Just come back from a short vacation, sry for the delay:
* Peter Gietz peter.gietz@daasi.de [2019-04-29 17:24]:
Yes, and I was part of that struggle too. The difference: we were (or at least I was) talking about research infrastructures that often had involvement of the IdP institution and that always belong to the same "side" (=publically funded research). In that case of course also personal data should be sent (but haven't a lot) to the SP and for such cases IMO R&S and Coco were invented and/or pushed. When I now learn that publishers promote Coco (and might want to activate the respective entity category), personal data might then be sent to the other "side", where it is, despite Coco, not certain that the data are used in a way the IdP wants them toi be used, and if it is Coco v1 it is only about European SPs any way, isn't it?
[...]
In an ideal world, all public research infrastructures would get email address and such, if they activate R&S (to prove they belong to the research community) and Coco (to prove that they adhere to EU privacy legislation). Publishers would be able to get more than a targeted ID (pairwise subjectID of course) if they activate - lets call it publisherCoco for now - (to prove that they belong to the community of for profit publishers and o prove that they adhere to EU privacy legislation), like a persitent ID, but still no email, etc., which they still would have to ask from the user. That was the idea.
The above would need some serious unpacking and closer analysis in order to draw any conclusions from it, IMO.
E.g. there are for-profit and non-profit library service operators in common use today, so that division is not overly helpful in practice. And at least GDPR doesn't differentiate between those cases at all. (I.e., you don't get a "get out of jail free"-card if you're non-profit and/or part of publicly funded research: The exact same criteria and rules apply either way.)
I find your whole notion of "sides" questionable which in my experience mirrors neither the "same side" situation (many research projects are having impossibly hard times[1] getting institutions to release needed attributes so that those institutions' own members can perform the research they've been hired to do, as you allude to above) nor the "other side" one (e.g. publishers pretty much always have a contract with either the institution itself or an agent acting on behalf of the institutiton, such as a local library consortium; due to that contractual relationship with institutions there's an extablished communication channel that allows to tie in discussions about up technical integration, too; so if anything they're closer to the institutions that their "same side" publicly funded research projects).
I also don't share your blanket statement of distrust wrt publishers who according to your first paragraph above are likely to misuse personal data even if they claim accordance with CoCo (and therefore, GDPR). Not least because their business model isn't based on monetising that personal data, AFAIK.
I'm still open to hearing arguments about what exactly it is you want to achieve and what you feel the problem/s is/are in this area but I think that requires more detailed discussion.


# [What you will do]
Every record below is to be restated word for word, and no picture is to be copied.

*** Information supplied Section Begins ***

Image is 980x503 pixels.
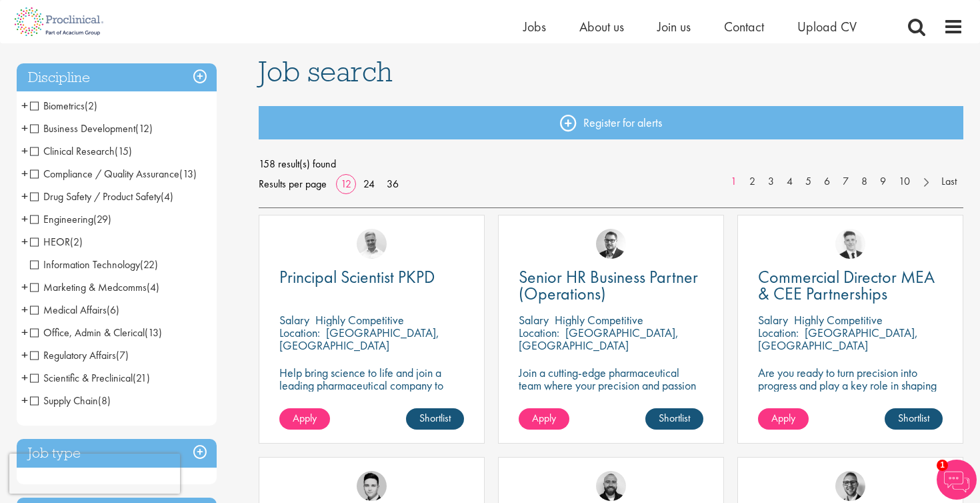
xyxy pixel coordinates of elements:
p: Help bring science to life and join a leading pharmaceutical company to play a key role in delive... [279,366,464,429]
span: Location: [519,325,559,340]
img: Joshua Bye [357,228,387,259]
a: Jobs [523,18,546,35]
span: + [21,368,28,387]
a: Apply [279,408,330,429]
span: (13) [144,325,162,339]
h3: Discipline [17,64,217,92]
a: 6 [817,174,837,190]
a: 4 [780,174,799,190]
a: Contact [724,18,764,35]
a: 36 [382,177,404,190]
span: (13) [180,166,197,181]
span: HEOR [30,235,70,249]
span: Salary [519,312,549,328]
span: Clinical Research [30,144,115,158]
span: Results per page [259,174,327,194]
span: Compliance / Quality Assurance [30,166,197,181]
span: Scientific & Preclinical [30,371,133,384]
span: Upload CV [798,18,857,35]
a: 2 [743,174,762,190]
span: + [21,344,28,365]
p: Highly Competitive [315,312,404,328]
span: Location: [279,325,320,340]
span: (2) [70,235,82,249]
span: (29) [93,212,112,226]
span: + [21,118,28,138]
span: (4) [147,280,159,294]
span: Marketing & Medcomms [30,280,147,294]
a: Shortlist [884,408,943,429]
span: (4) [160,190,174,204]
span: Medical Affairs [30,303,106,317]
a: Apply [758,408,808,429]
span: + [21,96,28,115]
a: 1 [724,174,744,190]
span: (6) [106,303,120,317]
a: 9 [873,174,892,190]
a: Apply [519,408,569,429]
span: Job search [259,53,392,89]
img: George Breen [835,471,865,500]
a: Last [935,174,963,190]
span: Commercial Director MEA & CEE Partnerships [758,266,935,305]
span: (12) [135,121,152,135]
span: + [21,390,28,410]
span: Biometrics [30,98,85,112]
span: (21) [133,371,150,384]
span: Principal Scientist PKPD [279,266,435,288]
span: Regulatory Affairs [30,348,116,362]
a: 24 [359,177,379,190]
span: Business Development [30,121,135,135]
span: (22) [140,258,158,271]
span: Biometrics [30,98,97,112]
a: 8 [854,174,874,190]
span: Marketing & Medcomms [30,280,159,294]
span: Information Technology [30,258,140,271]
span: + [21,299,28,320]
a: About us [579,18,624,35]
span: Apply [771,411,795,425]
img: Connor Lynes [357,471,387,500]
span: Apply [532,411,556,425]
img: Niklas Kaminski [596,228,626,259]
span: (2) [85,98,97,112]
a: Shortlist [645,408,703,429]
span: + [21,141,28,160]
p: [GEOGRAPHIC_DATA], [GEOGRAPHIC_DATA] [519,325,678,352]
img: Chatbot [937,460,976,499]
span: Office, Admin & Clerical [30,325,144,339]
span: 1 [937,460,948,471]
span: 158 result(s) found [259,154,964,174]
p: Are you ready to turn precision into progress and play a key role in shaping the future of pharma... [758,366,943,404]
span: + [21,186,28,206]
p: Join a cutting-edge pharmaceutical team where your precision and passion for quality will help sh... [519,366,703,417]
span: Supply Chain [30,393,111,407]
span: Supply Chain [30,393,98,407]
span: Drug Safety / Product Safety [30,190,174,204]
span: Drug Safety / Product Safety [30,190,160,204]
span: Compliance / Quality Assurance [30,166,180,181]
span: Engineering [30,212,112,226]
span: Medical Affairs [30,303,120,317]
span: + [21,163,28,183]
a: 5 [799,174,818,190]
a: Principal Scientist PKPD [279,268,464,285]
a: 12 [336,177,356,190]
span: (15) [115,144,132,158]
a: Join us [657,18,691,35]
img: Nicolas Daniel [835,228,865,259]
iframe: reCAPTCHA [10,453,180,493]
span: Office, Admin & Clerical [30,325,162,339]
a: 3 [761,174,781,190]
span: Senior HR Business Partner (Operations) [519,266,698,305]
span: Scientific & Preclinical [30,371,150,384]
p: [GEOGRAPHIC_DATA], [GEOGRAPHIC_DATA] [279,325,439,352]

*** Information supplied Section Ends ***

# [Written answer]
Image is 980x503 pixels.
xyxy pixel coordinates of elements:
p: Help bring science to life and join a leading pharmaceutical company to play a key role in delive... [279,366,464,429]
span: Location: [519,325,559,340]
img: Joshua Bye [357,228,387,259]
a: Jobs [523,18,546,35]
span: + [21,368,28,387]
a: Apply [279,408,330,429]
span: (13) [144,325,162,339]
h3: Discipline [17,64,217,92]
a: 6 [817,174,837,190]
a: 4 [780,174,799,190]
a: Contact [724,18,764,35]
a: 36 [382,177,404,190]
span: (13) [180,166,197,181]
span: HEOR [30,235,70,249]
span: Salary [519,312,549,328]
span: Clinical Research [30,144,115,158]
span: Results per page [259,174,327,194]
span: Compliance / Quality Assurance [30,166,197,181]
span: Scientific & Preclinical [30,371,133,384]
span: Upload CV [798,18,857,35]
a: 2 [743,174,762,190]
span: + [21,344,28,365]
p: Highly Competitive [315,312,404,328]
span: Location: [279,325,320,340]
span: (2) [70,235,82,249]
span: (29) [93,212,112,226]
span: + [21,118,28,138]
span: (4) [147,280,159,294]
span: Marketing & Medcomms [30,280,147,294]
a: Shortlist [884,408,943,429]
span: (4) [160,190,174,204]
span: Medical Affairs [30,303,106,317]
a: Apply [758,408,808,429]
span: + [21,96,28,115]
a: 1 [724,174,744,190]
span: (6) [106,303,120,317]
a: 9 [873,174,892,190]
a: Apply [519,408,569,429]
span: Job search [259,53,392,89]
img: George Breen [835,471,865,500]
a: Last [935,174,963,190]
span: Commercial Director MEA & CEE Partnerships [758,266,935,305]
span: (12) [135,121,152,135]
span: + [21,390,28,410]
span: Biometrics [30,98,85,112]
span: (21) [133,371,150,384]
span: Principal Scientist PKPD [279,266,435,288]
span: Regulatory Affairs [30,348,116,362]
a: 24 [359,177,379,190]
span: Business Development [30,121,135,135]
span: (22) [140,258,158,271]
span: Biometrics [30,98,97,112]
a: 8 [854,174,874,190]
span: Marketing & Medcomms [30,280,159,294]
span: Information Technology [30,258,140,271]
span: + [21,299,28,320]
a: About us [579,18,624,35]
span: Apply [771,411,795,425]
img: Connor Lynes [357,471,387,500]
span: Apply [532,411,556,425]
img: Niklas Kaminski [596,228,626,259]
span: (2) [85,98,97,112]
a: Shortlist [645,408,703,429]
span: + [21,141,28,160]
p: [GEOGRAPHIC_DATA], [GEOGRAPHIC_DATA] [519,325,678,352]
img: Chatbot [937,460,976,499]
span: Office, Admin & Clerical [30,325,144,339]
span: 1 [937,460,948,471]
span: 158 result(s) found [259,154,964,174]
p: Are you ready to turn precision into progress and play a key role in shaping the future of pharma... [758,366,943,404]
span: + [21,186,28,206]
p: Join a cutting-edge pharmaceutical team where your precision and passion for quality will help sh... [519,366,703,417]
span: Supply Chain [30,393,111,407]
span: Supply Chain [30,393,98,407]
span: Drug Safety / Product Safety [30,190,174,204]
span: Drug Safety / Product Safety [30,190,160,204]
span: Compliance / Quality Assurance [30,166,180,181]
span: Engineering [30,212,112,226]
span: Medical Affairs [30,303,120,317]
span: + [21,163,28,183]
a: 5 [799,174,818,190]
a: Principal Scientist PKPD [279,268,464,285]
a: 12 [336,177,356,190]
span: (15) [115,144,132,158]
a: Join us [657,18,691,35]
img: Nicolas Daniel [835,228,865,259]
iframe: reCAPTCHA [10,453,180,493]
span: Office, Admin & Clerical [30,325,162,339]
a: 3 [761,174,781,190]
span: Senior HR Business Partner (Operations) [519,266,698,305]
span: Scientific & Preclinical [30,371,150,384]
p: [GEOGRAPHIC_DATA], [GEOGRAPHIC_DATA] [279,325,439,352]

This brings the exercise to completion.